The rules of US Constitution specifies that a president must be elected every four years. Candidates must be at least 35 years old and a US citizen born in the USA.

American politicians say the way they elect their president is one of the most open and democratic processes in the world.

But to outsiders it can also be one of the most baffling. The election race in some countries takes just a few weeks, but US presidential candidates undergo a political marathon, negotiating primaries, party conventions and an electoral college system along the way.

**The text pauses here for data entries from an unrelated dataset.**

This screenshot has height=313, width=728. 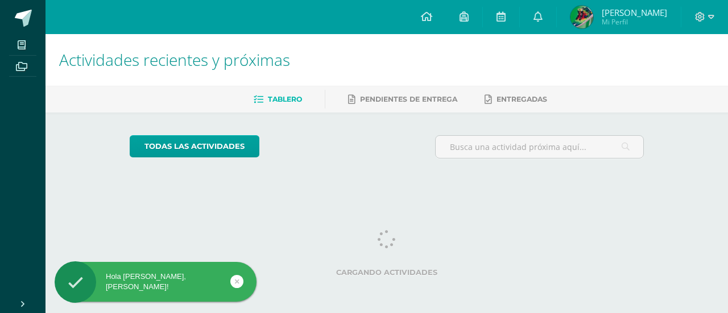 What do you see at coordinates (403, 100) in the screenshot?
I see `a: Pendientes de entrega` at bounding box center [403, 100].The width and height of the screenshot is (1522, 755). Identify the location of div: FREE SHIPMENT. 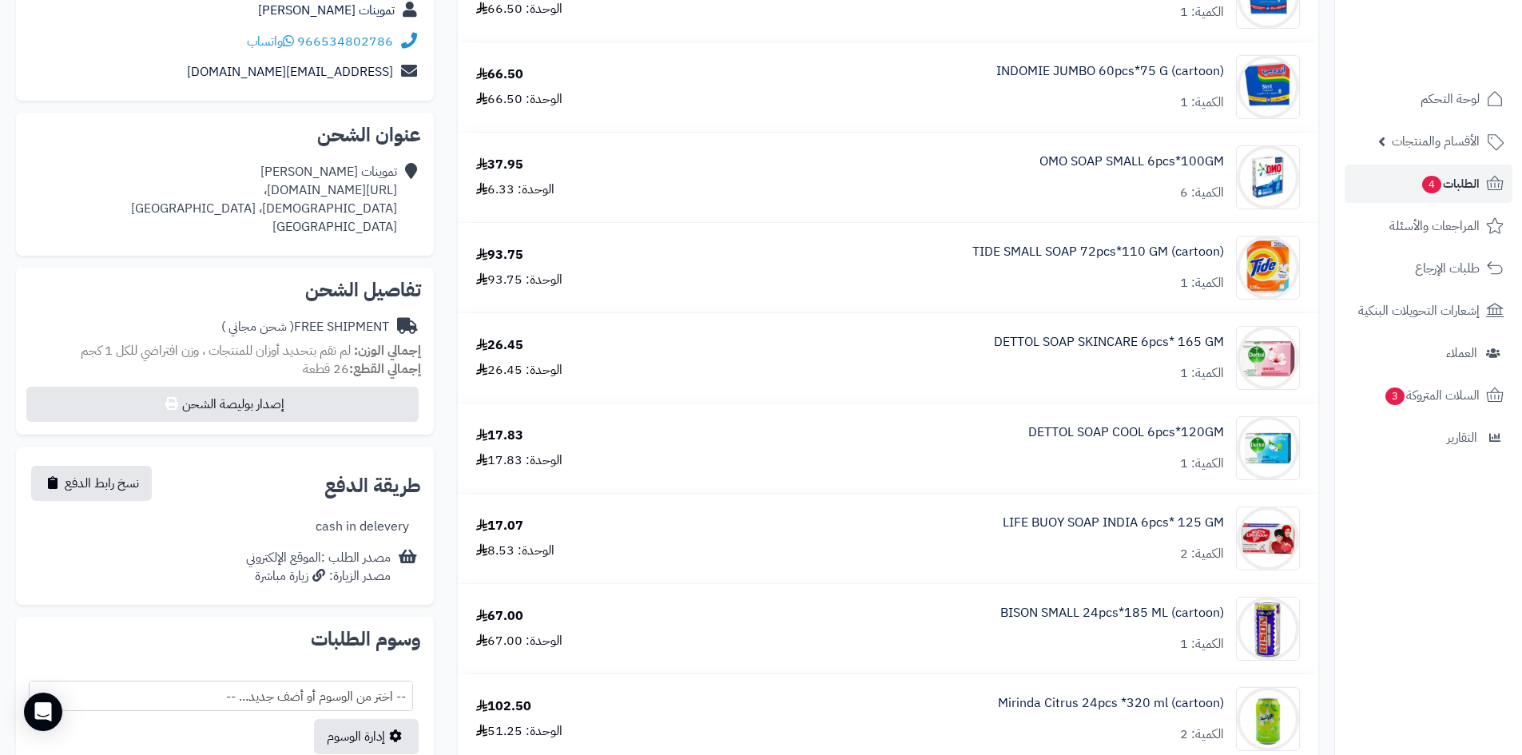
(305, 327).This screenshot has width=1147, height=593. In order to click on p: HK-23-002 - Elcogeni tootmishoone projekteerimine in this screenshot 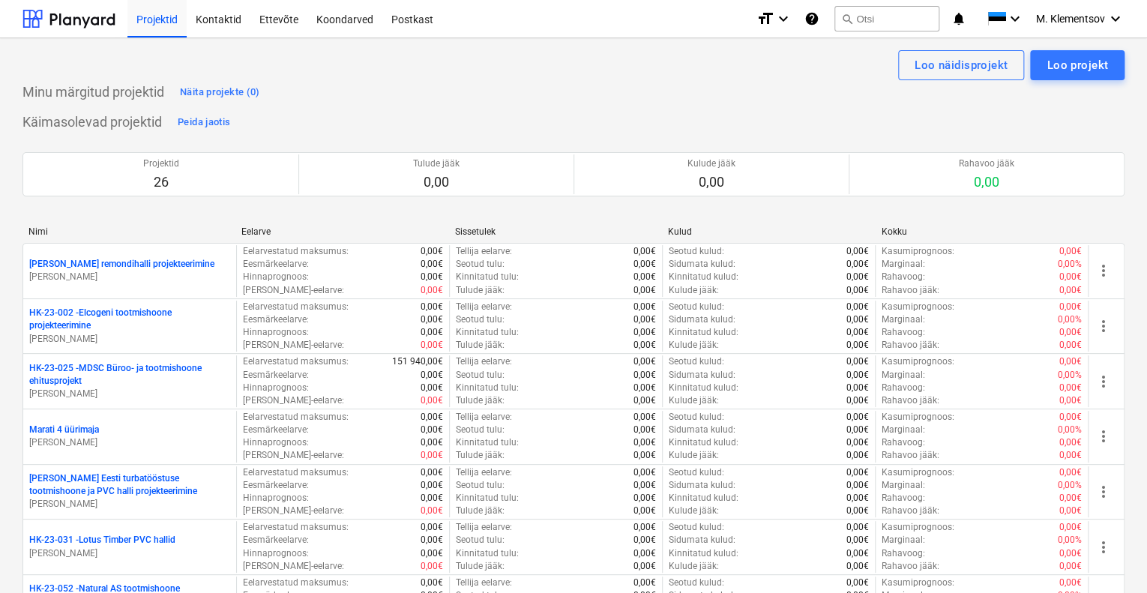, I will do `click(130, 319)`.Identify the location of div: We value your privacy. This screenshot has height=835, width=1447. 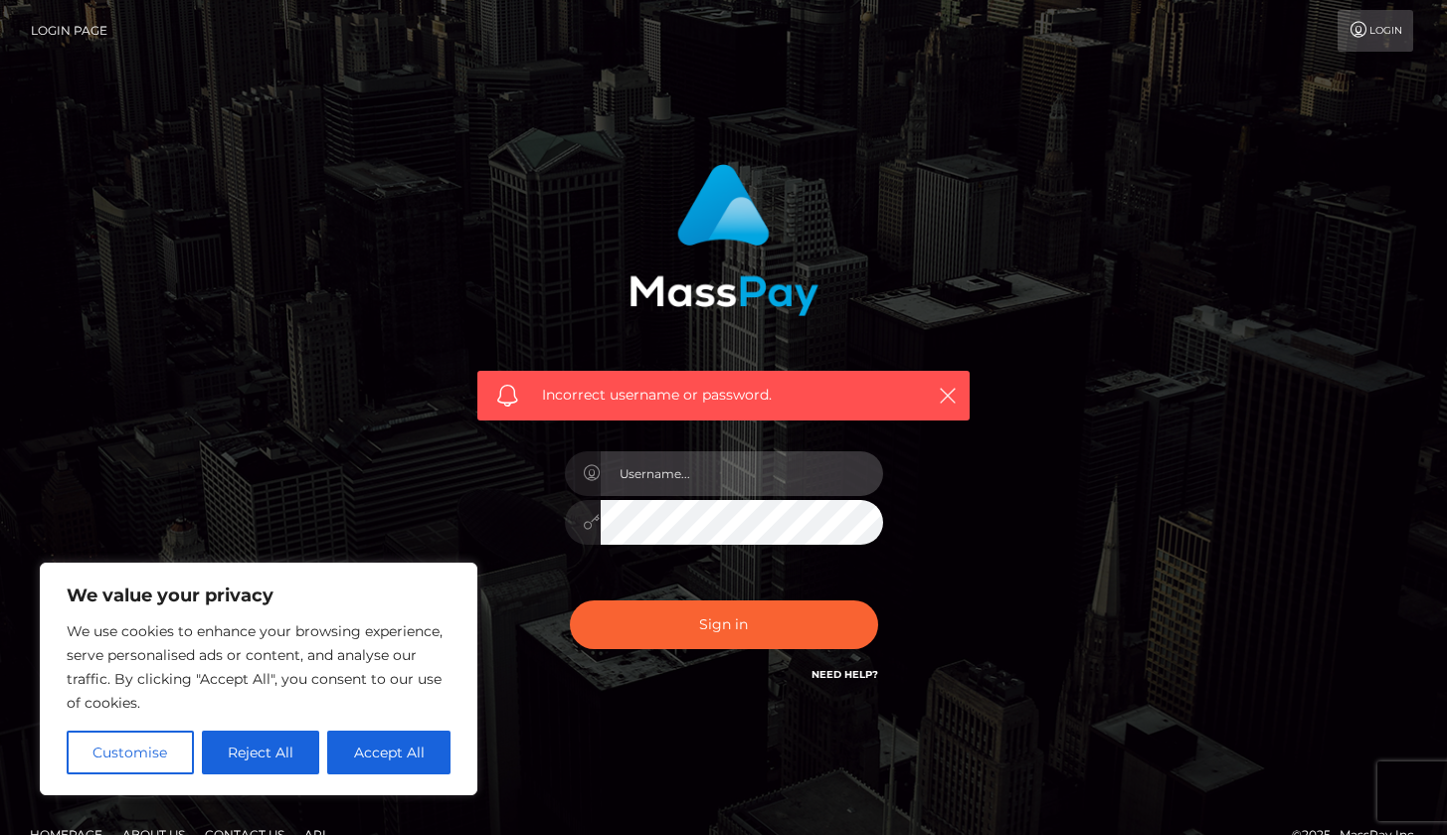
(259, 679).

The primary is the first step in choosing a party's presidential candidate. In most countries, the party picks the candidates. But in US, voters who declare support for one party or another get to choose from the list of candidates. The candidates, campaigning against other members of the same party, must win enough state primaries to give them a majority of delegates at the party convention in the summer.

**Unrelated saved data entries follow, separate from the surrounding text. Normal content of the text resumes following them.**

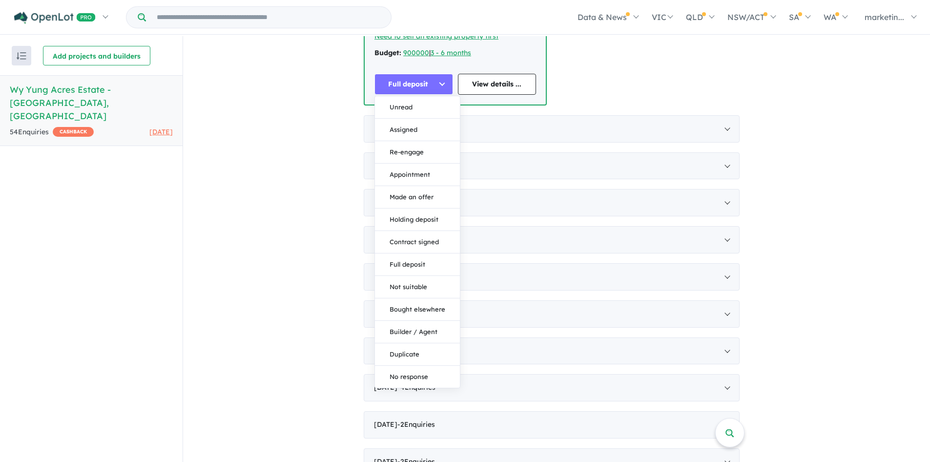 This screenshot has width=930, height=462. I want to click on strong: Budget:, so click(388, 53).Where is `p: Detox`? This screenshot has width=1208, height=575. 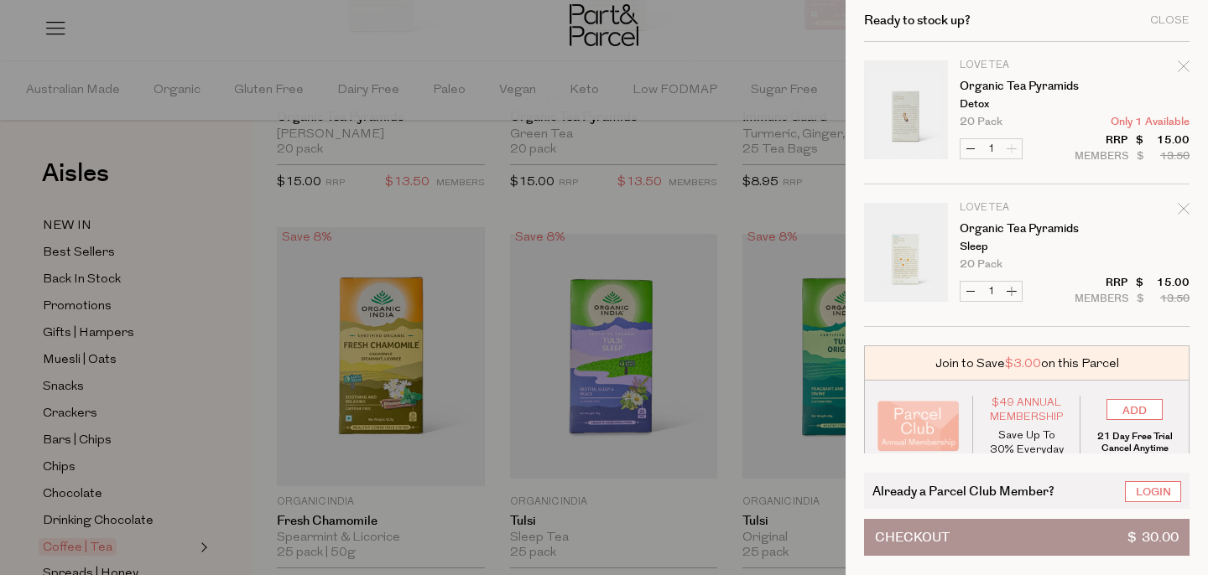
p: Detox is located at coordinates (1024, 104).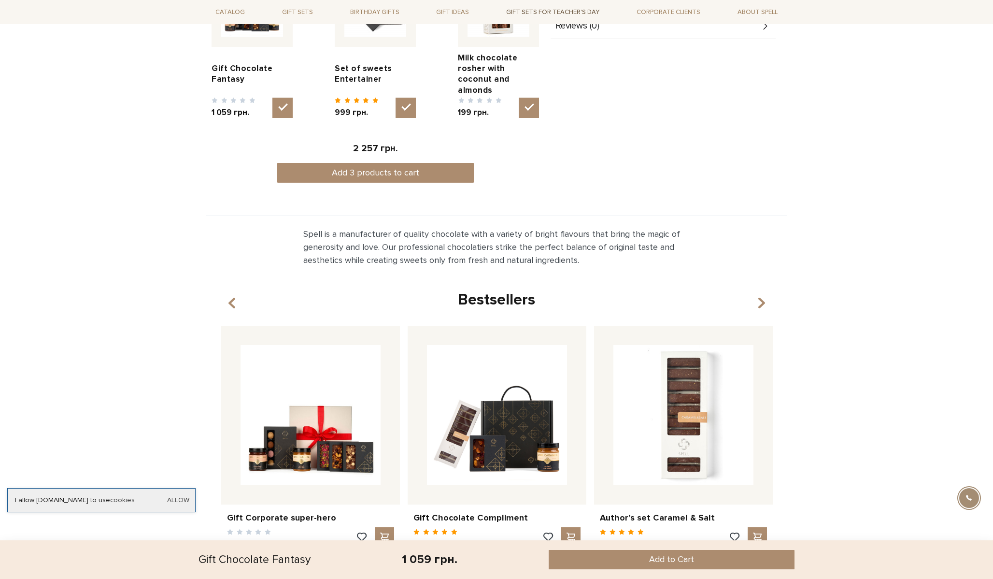  Describe the element at coordinates (233, 113) in the screenshot. I see `span: 1 059 грн.` at that location.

Some states, such as lowa, use a caucus system rather than primaries to choose their delegates. Whereas in primaries people simply indicate at the ballot box which delegates they support, caucuses (the word derives from an Indian word for a gatheri


ng) are more complex and work by selecting delegates through a number of stages.

Could they be more alike, the two political princes, Texas and Tennessee, Harvard and Yale, did they show more different, one so unpolished it is hard to imagine, the other so shiny it hurts to look.

However, bush won with the power of his younger brother's popular reputation. His brother is a governor of Florida.

The delegates from each state formally choose their champion to go forward as presidential candidate. The winning candidate also names a vice-presidential running mate. Policies are refined during the campaign. And there is heavy spending on nationwide television publicity, and there are usually televised debates between the candidates. In the final weeks, the contenders typically concentrate their attention on the big so-called "swing states" as they battle it out for the critical electoral college votes. The election takes place on the first Tuesday in November and the president is not elected directly by the voters. Each state has a number of electoral college members who actually vote for the president on behalf of the people. The number of members reflects the state's representation in congress. Whichever candidate wins the most votes in each state wins all of that state's electoral college members. The other candidates get none - except in Nebraska and Maine, which award additional votes to candidates with significant proportions of the popular vote. Once a candidate gets a majority of members from across the states, the election is over in the public's mind.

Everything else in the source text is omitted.